An Empirical Model for Volatility of Returns and Option Pricing
Joseph L. McCauley, Gemunu H. Gunaratne

TL;DR
This paper proposes a new option pricing model based on exponential return distributions, addressing limitations of the Black-Scholes model and aligning better with empirical data on asset returns.
Contribution
It introduces a modified Fokker-Planck approach to model exponential returns and derives a new option pricing framework that matches observed market data.
Findings
Exponential distribution models asset returns more accurately than Gaussian.
The new model aligns well with trader valuations.
A method to interpolate between exponential and Gaussian returns is developed.
Abstract
In a seminal paper in 1973, Black and Scholes argued how expected distributions of stock prices can be used to price options. Their model assumed a directed random motion for the returns and consequently a lognormal distribution of asset prices after a finite time. We point out two problems with their formulation. First, we show that the option valuation is not uniquely determined; in particular, stratergies based on the delta-hedge and CAMP (Capital Asset Pricing Model) are shown to provide different valuations of an option. Second, asset returns are known not to be Gaussian distributed. Empirically, distributions of returns are seen to be much better approximated by an exponential distribution. This exponential distribution of asset prices can be used to develop a new pricing model for options that is shown to provide valuations that agree very well with those used by traders. We show…
Peer Reviews
No public reviews on file for this paper yet. If you reviewed it on a platform where reviews are public (OpenReview, ICLR, NeurIPS, ICML), you can paste yours below so the community can read it here.
Videos
No videos yet. Explain this paper in a talk, walkthrough, or lecture? Add one.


### Problem statement
In your reply, repeat the full listing exactly and leave each picture out.

§ §

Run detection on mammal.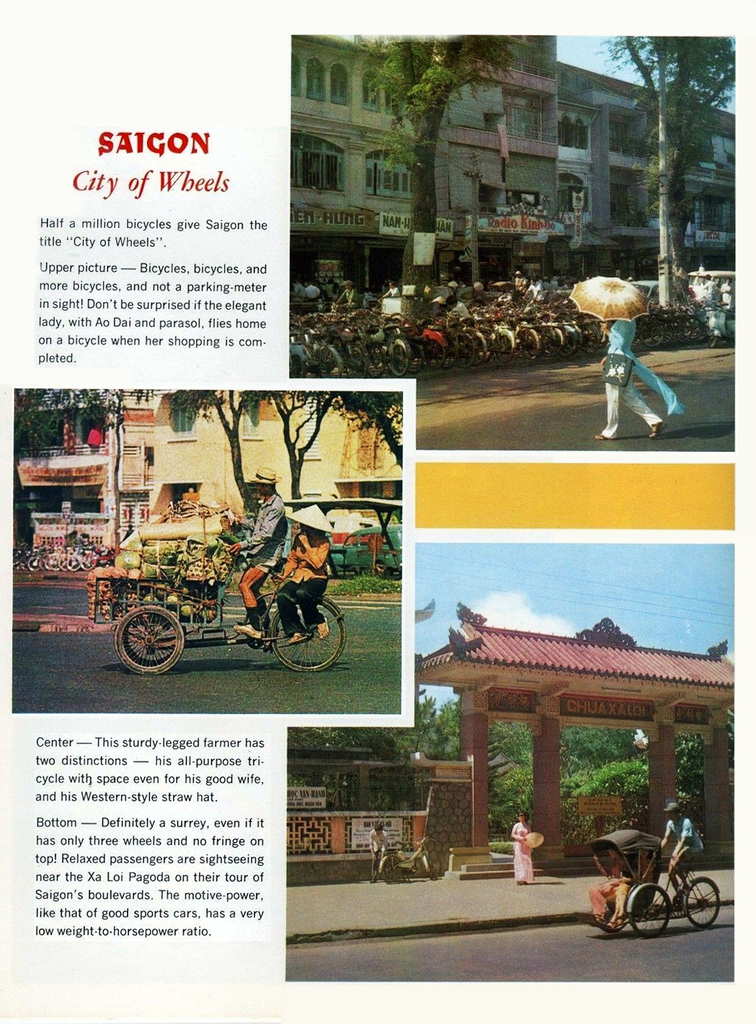
Result: (left=702, top=272, right=716, bottom=301).
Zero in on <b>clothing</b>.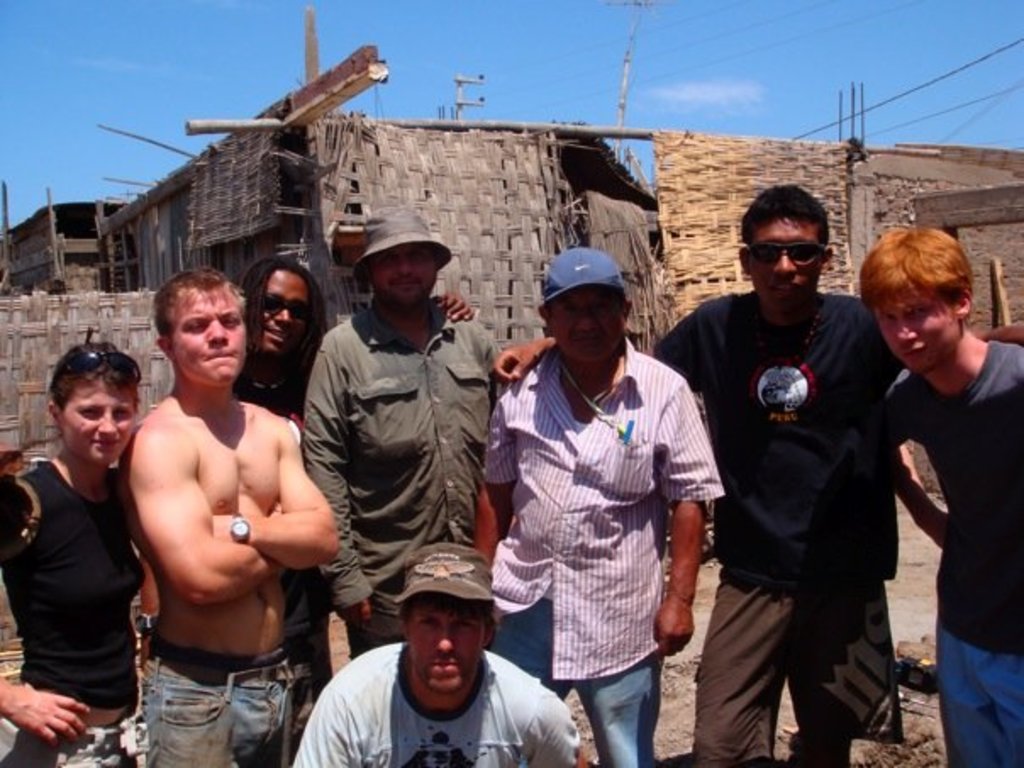
Zeroed in: {"left": 637, "top": 278, "right": 910, "bottom": 765}.
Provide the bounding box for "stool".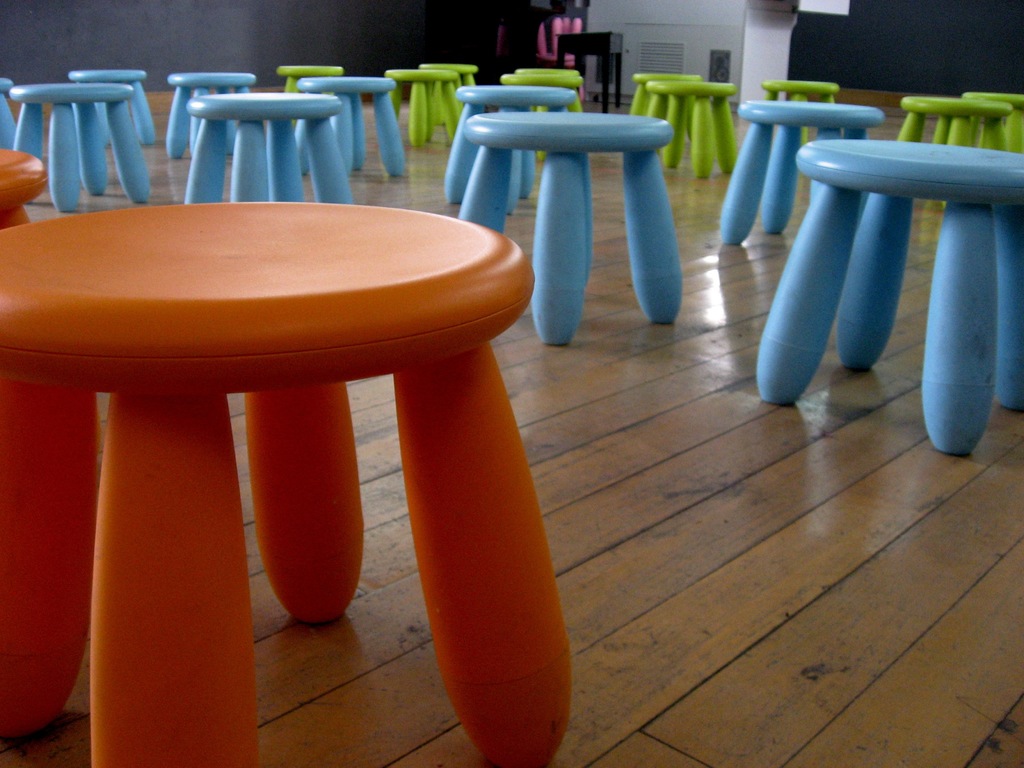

§ §

### Answer section
Run detection on mammal.
Result: (left=702, top=272, right=716, bottom=301).
Zero in on <b>clothing</b>.
Zeroed in: {"left": 637, "top": 278, "right": 910, "bottom": 765}.
Provide the bounding box for "stool".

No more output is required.